Haringey’s newly-formed Labour administration has confirmed that it will abandon its predecessor’s plan to form a joint venture company with a major regeneration specialist with a view to redeveloping council-owned land and increasing housing supply.
In keeping with an election manifesto pledge, the council’s cabinet last night voted not to proceed with forming the Haringey Development Vehicle (HDV), which had been intended to deliver 6,400 new dwellings in Wood Green, Tottenham and Muswell Hill, 40% of them affordable, along with new public amenities and retail space.
A report for the cabinet by council officers said that discontinuing the HDV could reduce or delay new housing supply in the borough, resulting in the council missing targets, losing income and finding it harder to attract private investment to the borough, but new council leader Joseph Ejiofor, writing in the same report, explained that the new administration takes a “different view” from the last one about the HDV’s balance of risks and benefits (see cabinet member introduction, page 28).
The cabinet received a personal deputation from Lendlease Europe chief executive Dan Labbad, in which he stressed Haringey’s urgent need for new homes, recognised that the council “rightly wants to stay in control of public assets and minimise its exposure to risk” and maintained that it is common ground that the council “needs capable partners” if it is secure the housing outcomes it seeks.

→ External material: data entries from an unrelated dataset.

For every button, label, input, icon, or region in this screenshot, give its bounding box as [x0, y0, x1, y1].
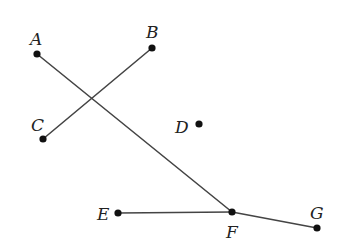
point-e-dot [114, 209, 121, 216]
point-d-dot [195, 120, 202, 127]
point-a-label: A [28, 29, 42, 49]
geometry-diagram: ABCDEFG [0, 0, 344, 250]
segments-group [37, 48, 317, 228]
point-f-label: F [225, 222, 239, 242]
segment-ef [118, 212, 232, 213]
point-a-dot [33, 50, 40, 57]
segment-bc [43, 48, 152, 139]
point-g-label: G [310, 203, 324, 223]
point-b-dot [148, 44, 155, 51]
point-b-label: B [145, 22, 159, 42]
point-c-dot [39, 135, 46, 142]
labels-group: ABCDEFG [28, 22, 324, 242]
point-f-dot [228, 208, 235, 215]
points-group [33, 44, 320, 231]
point-e-label: E [96, 204, 110, 224]
point-g-dot [313, 224, 320, 231]
point-c-label: C [31, 115, 44, 135]
point-d-label: D [174, 117, 189, 137]
segment-fg [232, 212, 317, 228]
segment-af [37, 54, 232, 212]
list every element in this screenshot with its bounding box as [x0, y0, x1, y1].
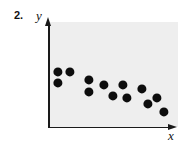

Labbad urged the cabinet to delay its decision about the HDV in order to explore other ways in which they might work together. He had previously made the same case in letters to the council and also warned that if the company’s status as “successful bidder” for the HDV contract was removed “we will have no choice but to protect Lendlease’s interests, given our very significant investment over the last two and a half years”. The officers’s report said that under an existing agreement, the council will have to replay Lendlease £520,275.
Labbad also said it was unfortunate that the HDV public procurement process prevented Lendlease from engaging with local people. A campaign against the HDV, led by local members of Momentum, the pressure group formed to support the leadership of the Labour Party by Jeremy Corbyn, claims that “the people of Haringey” brought about the collapse of the HDV.
The report to the Haringey cabinet reproduces findings from a five-month consultation of Tottenham residents by the organisation Soundings, conducted in 2013. These included a desire among residents of the Northumberland Park area, which contains a housing estate that would have been redeveloped under the HDV, for improvements to existing housing, more shops and community spaces and a cleaner, safer and more attractive environment (pages 88, 89).
The new Haringey cabinet includes several supporters of Corbyn and members of Momentum, including Ejiofor and his deputy Emine Ibrahim, who is also cabinet member for housing and estate renewal, both of whom hold national positions in the organisation. One local activist anticipated the new Haringey administration being the country’s first “Corbyn Council”. The council intends to set up a house building company based on different model from the HDV. A new report by think tank Centre For London says there is considerable scope for an increase in council-led housebuilding across the capital to be increased.
A webcast of last night’s cabinet meeting can be viewed via here.
¬£520k the price for ‘saving face’?
There was a perfectly straightforward way to block HDV: use the planning procedure. Knock each application back, serially, on some ground: ‘not enough social housing’ or whatever. Of course the developer keeps the ball in play, but legal means can subvert any progress.
Four years is as a moment gone in such matters.